I always wondered what it would be like to write my own operating system, but I never took it seriously. Until now.

I've grown tired of cutesy and condescending software that doesn't take itself or the user seriously. This is my effort to bring back the feeling of computing I once knew.

Roughly speaking, the goal here is a marriage between the aesthetic of late-1990s productivity software and the power-user accessibility of late-2000s *nix. This is a system by me, for me, based on the things I like.

Screenshot

Screenshot as of cdb82f6

Current features

  • Pre-emptive multitasking
  • Compositing window server
  • IPv4 networking with ARP, TCP, UDP and ICMP
  • ext2 filesystem
  • Unix-like libc and userland
  • mmap()
  • /proc filesystem
  • Local sockets
  • Pseudoterminals
  • Event-driven GUI library
  • Text editor
  • IRC client
  • DNS lookup
  • Other stuff I can't think of right now...

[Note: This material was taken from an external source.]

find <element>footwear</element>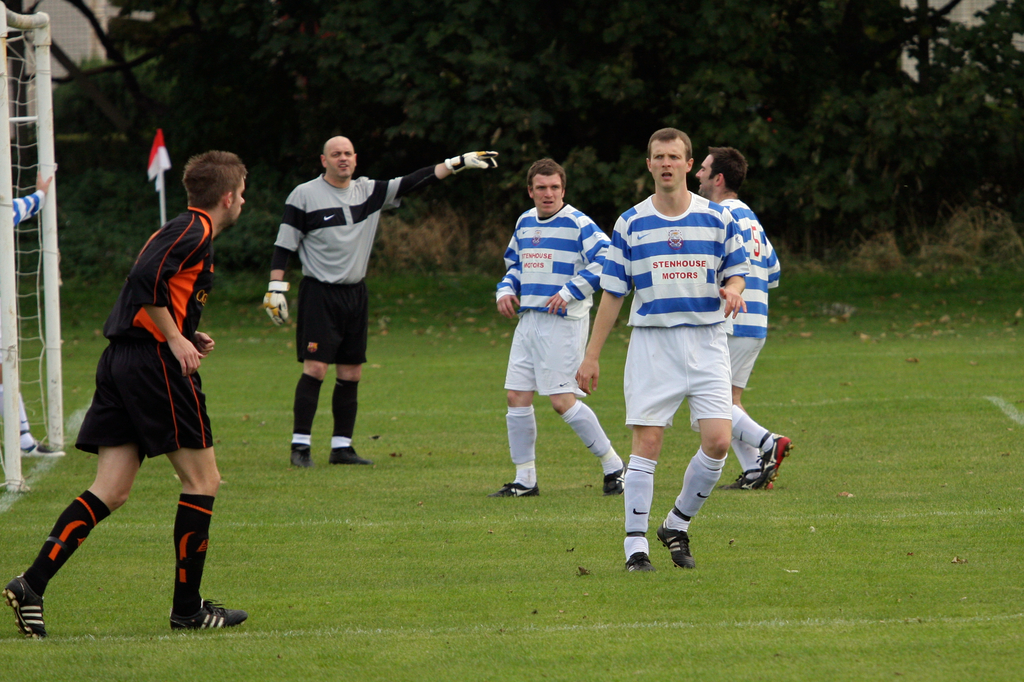
rect(292, 445, 319, 472)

How do I build and run this?

You need a freestanding cross-compiler for the i686-elf target (for the kernel) and another cross-compiler for the i686-pc-serenity target (for all the userspace stuff.) It's probably possible to coerce it into building with vanilla gcc/clang if you pass all the right compiler flags, but I haven't been doing that for a while.

There's a helpful guide on building a GCC cross-compiler on the OSDev wiki.

I've only tested this on an Ubuntu 18.10 host with GCC 8.2.0, so I'm not sure it works anywhere else.

If you'd like to run it, here's how you'd get it to boot:

cd Kernel
./makeall.sh
./run            # Runs in QEMU
./run b          # Runs in bochs (limited networking support)

Author

License

Undecided. Probably something close to 2-clause BSD.